Study material:
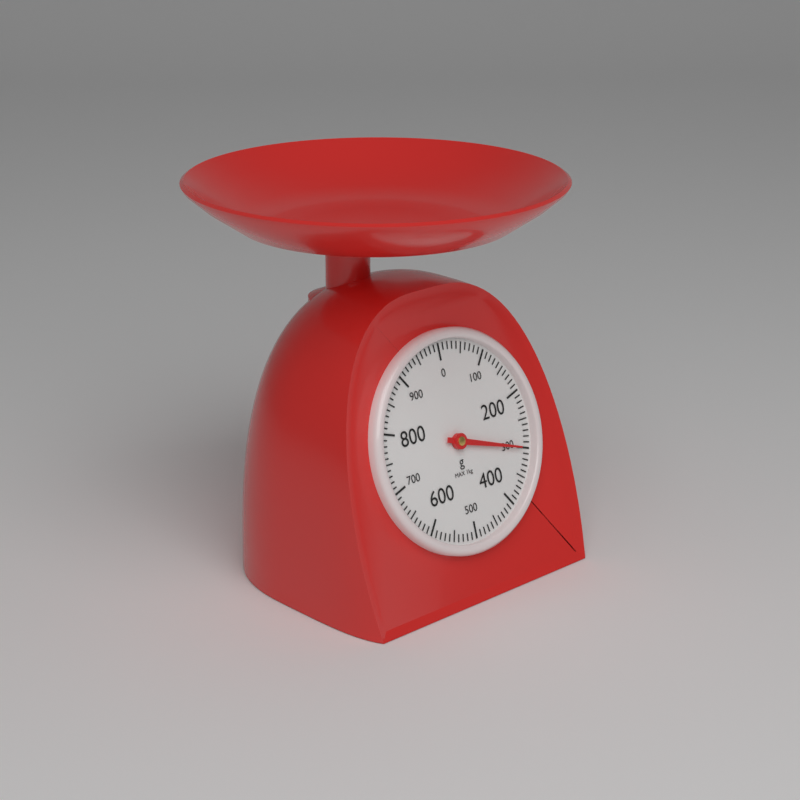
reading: 300 g
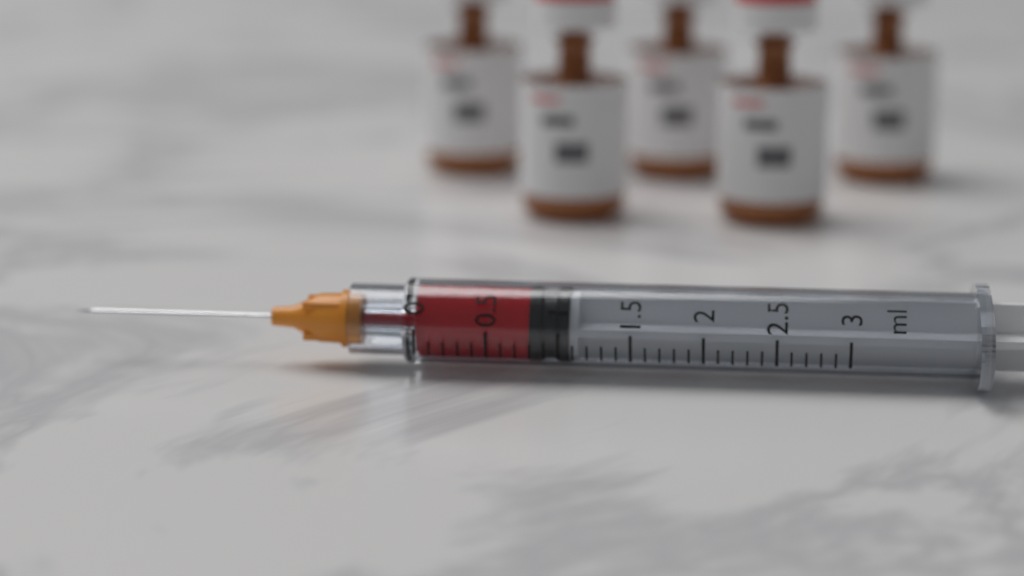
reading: 0.8 ml
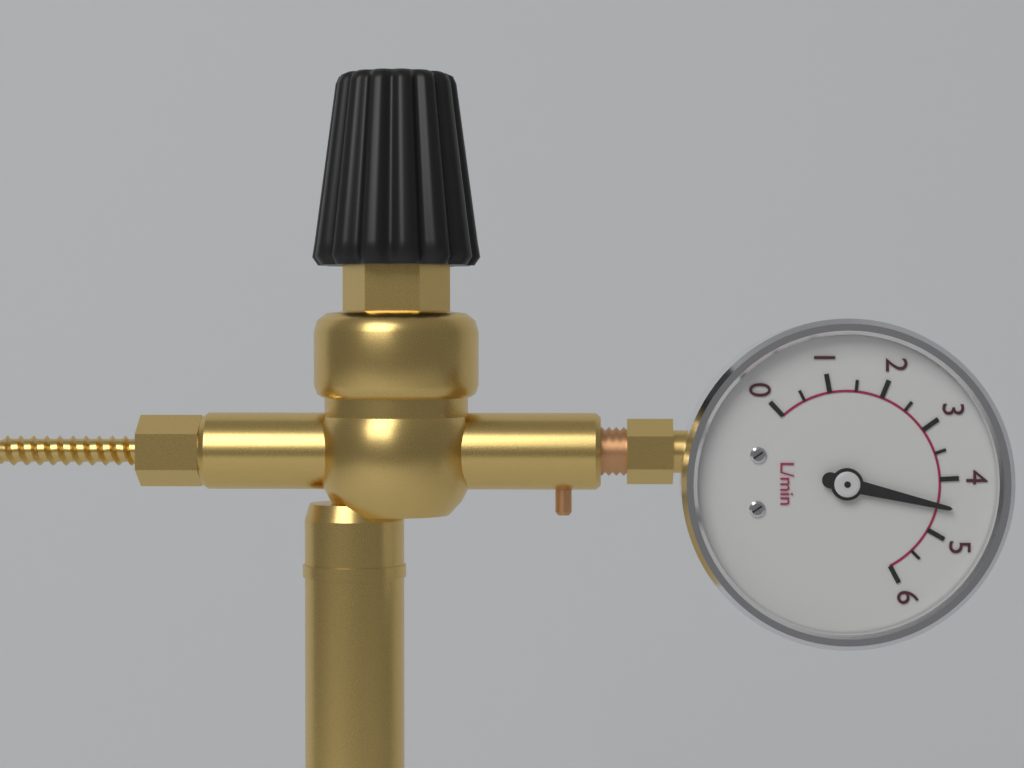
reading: 4.5 L/min
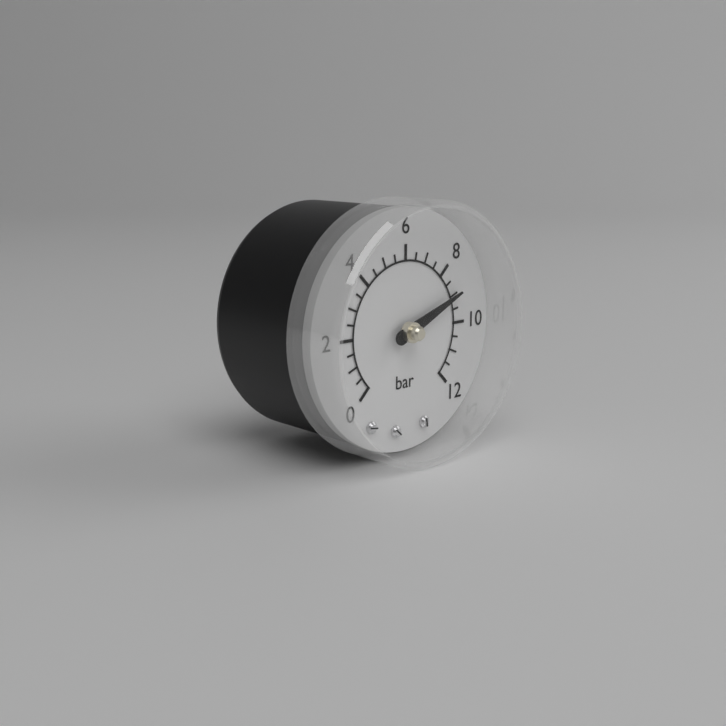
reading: 9.0 bar
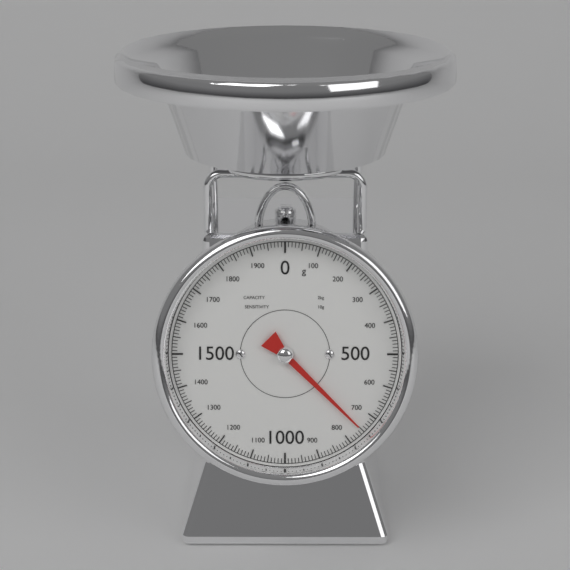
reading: 750 g
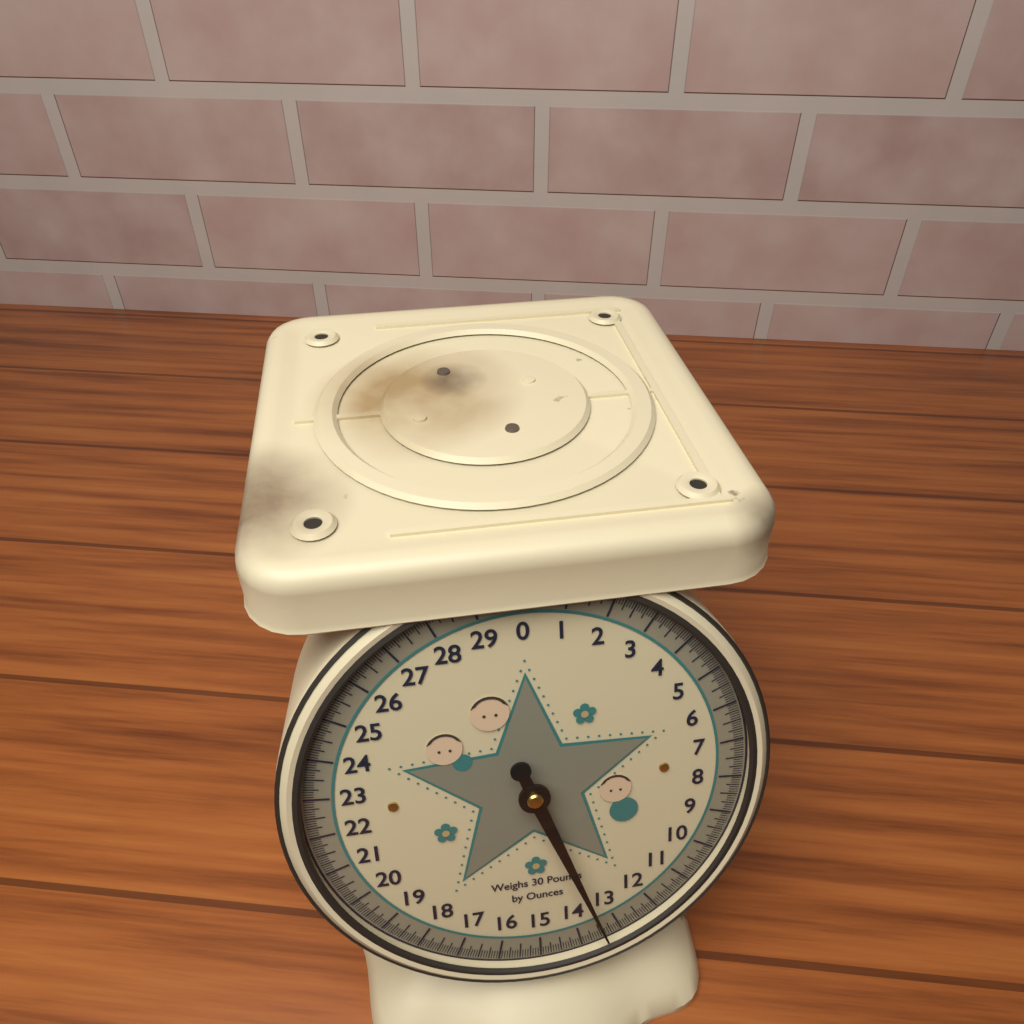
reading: 13.3750 lb
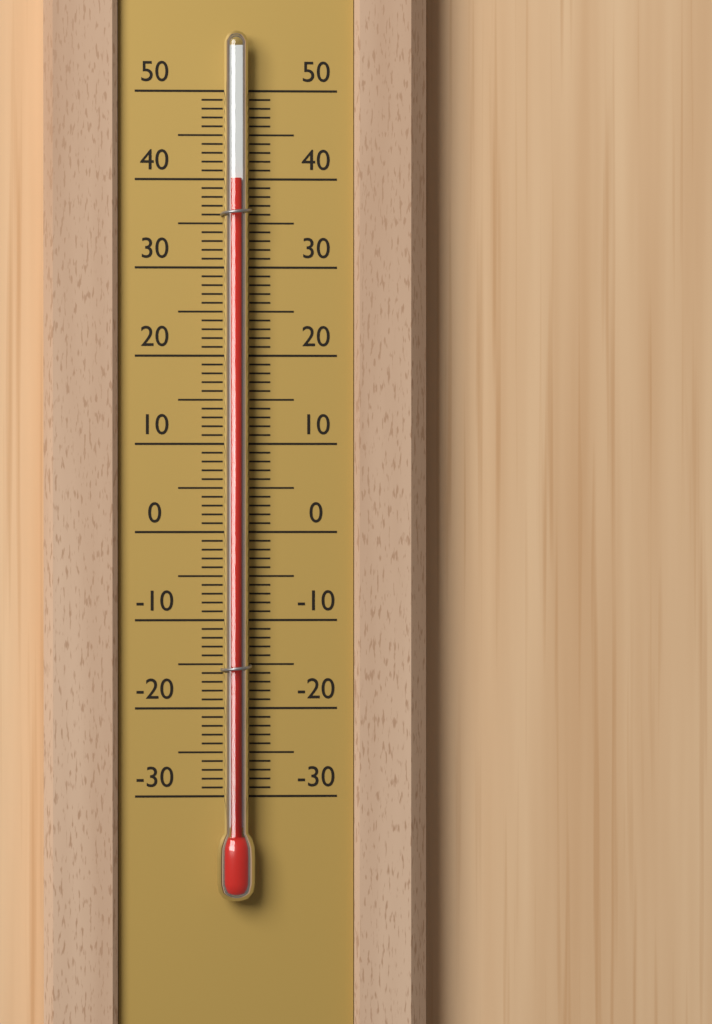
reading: 40 (no unit)
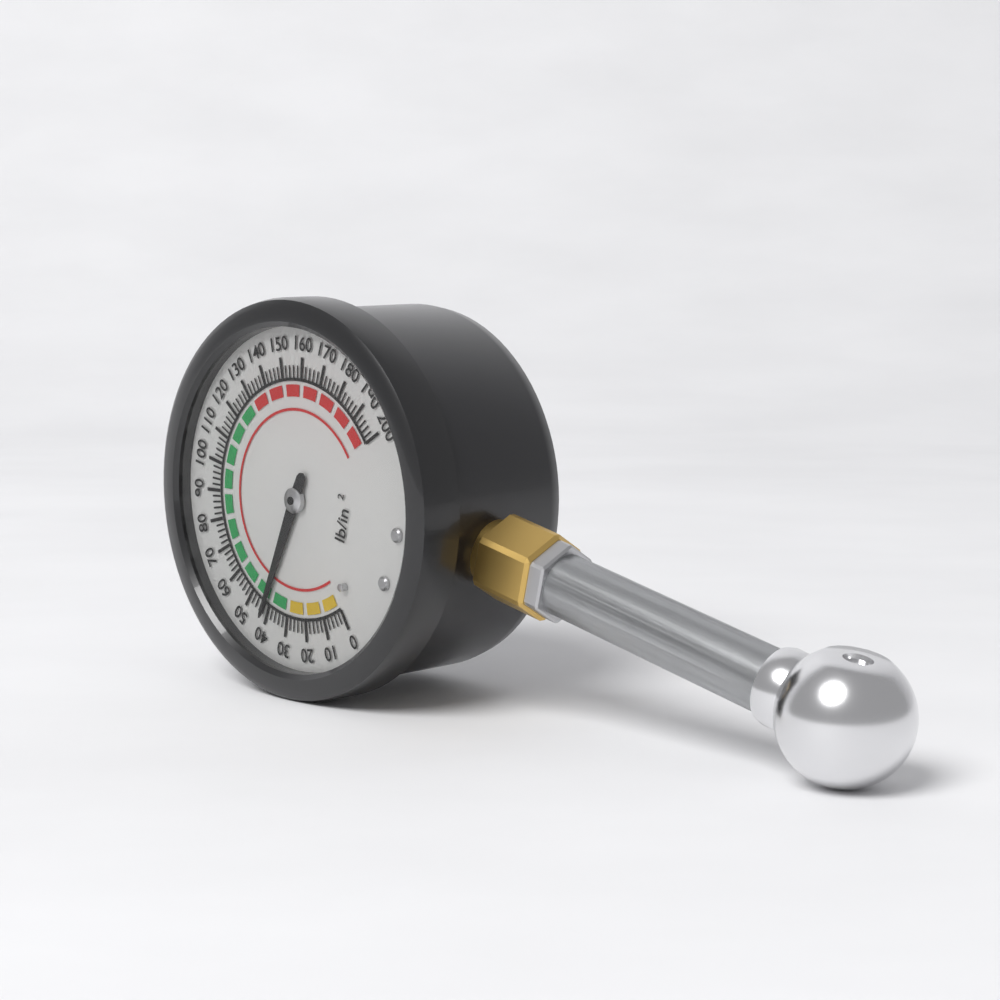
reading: 42 psi
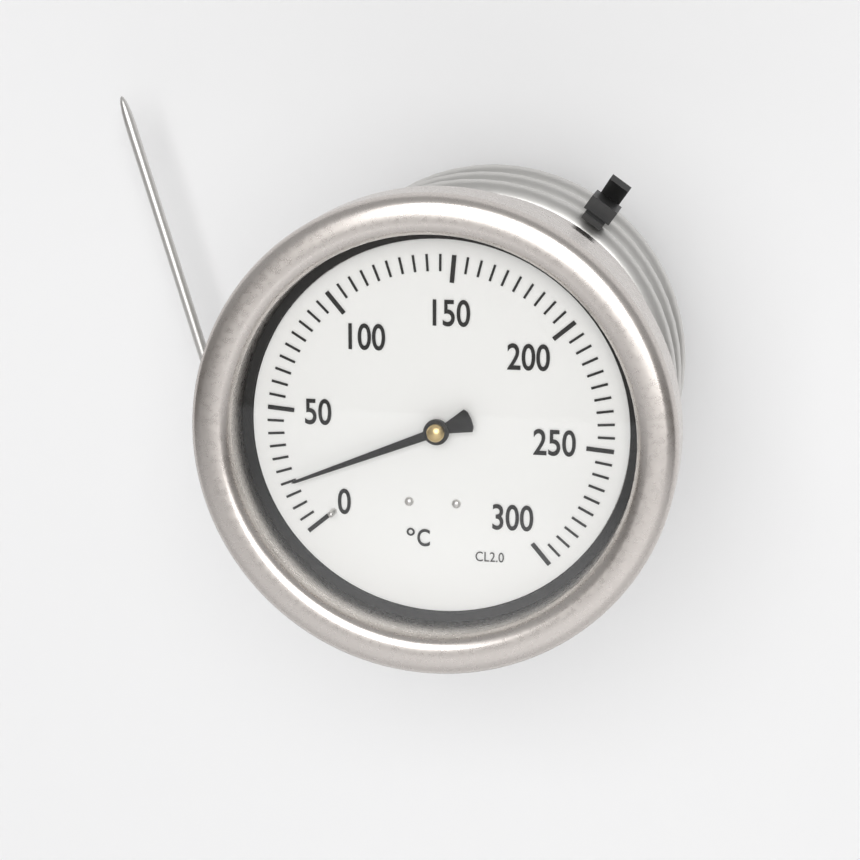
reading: 20 °C
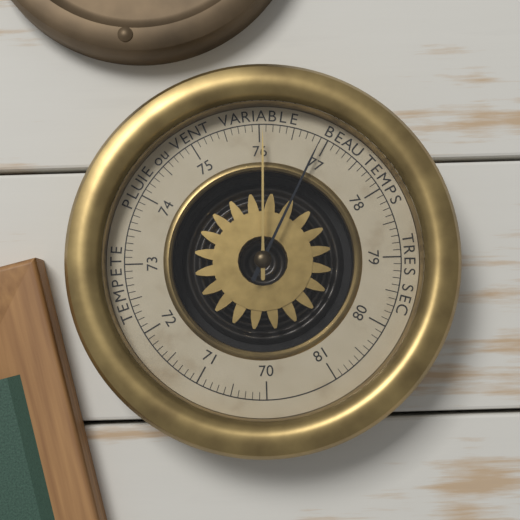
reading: 76.9 (no unit)
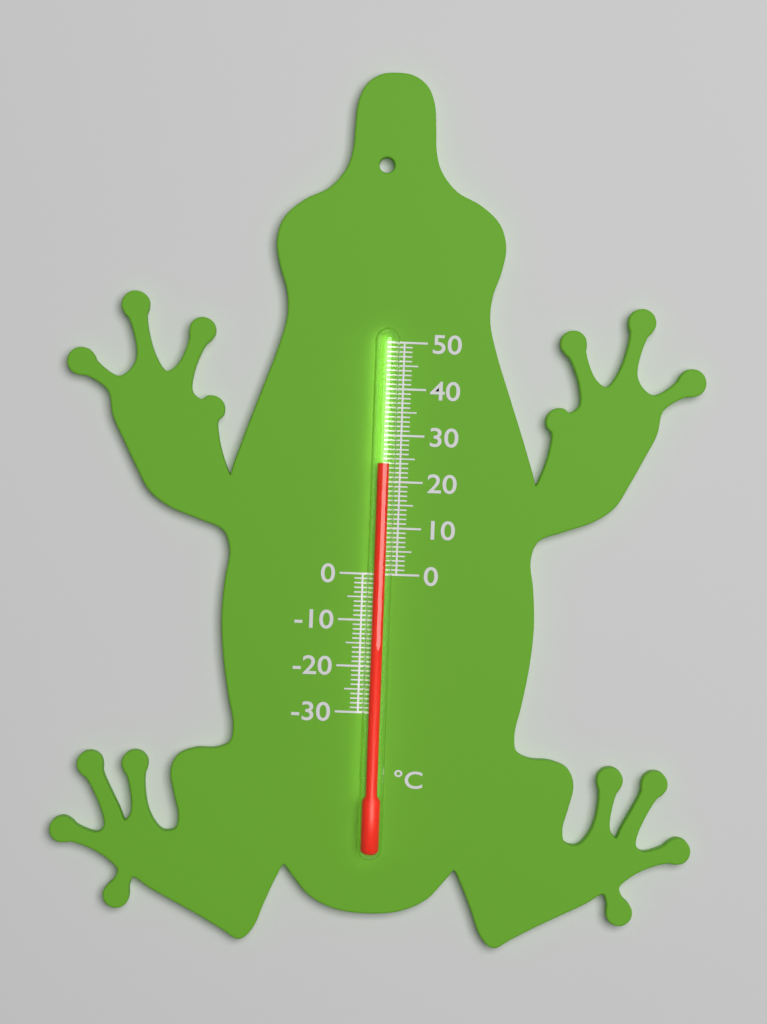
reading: 24 °C
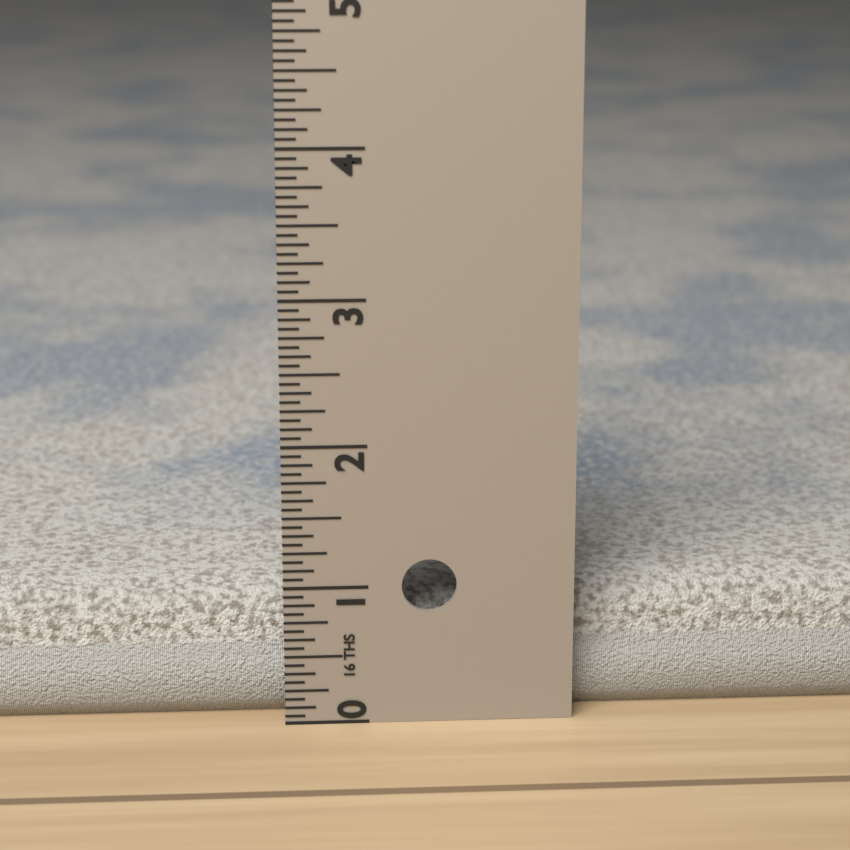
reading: 0.8750 in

Task to complete: Set down every record exactly as written, but drop the pictures.

Response to this exercise:
reading: 300 g
reading: 0.8 ml
reading: 4.5 L/min
reading: 9.0 bar
reading: 750 g
reading: 13.3750 lb
reading: 40 (no unit)
reading: 42 psi
reading: 20 °C
reading: 76.9 (no unit)
reading: 24 °C
reading: 0.8750 in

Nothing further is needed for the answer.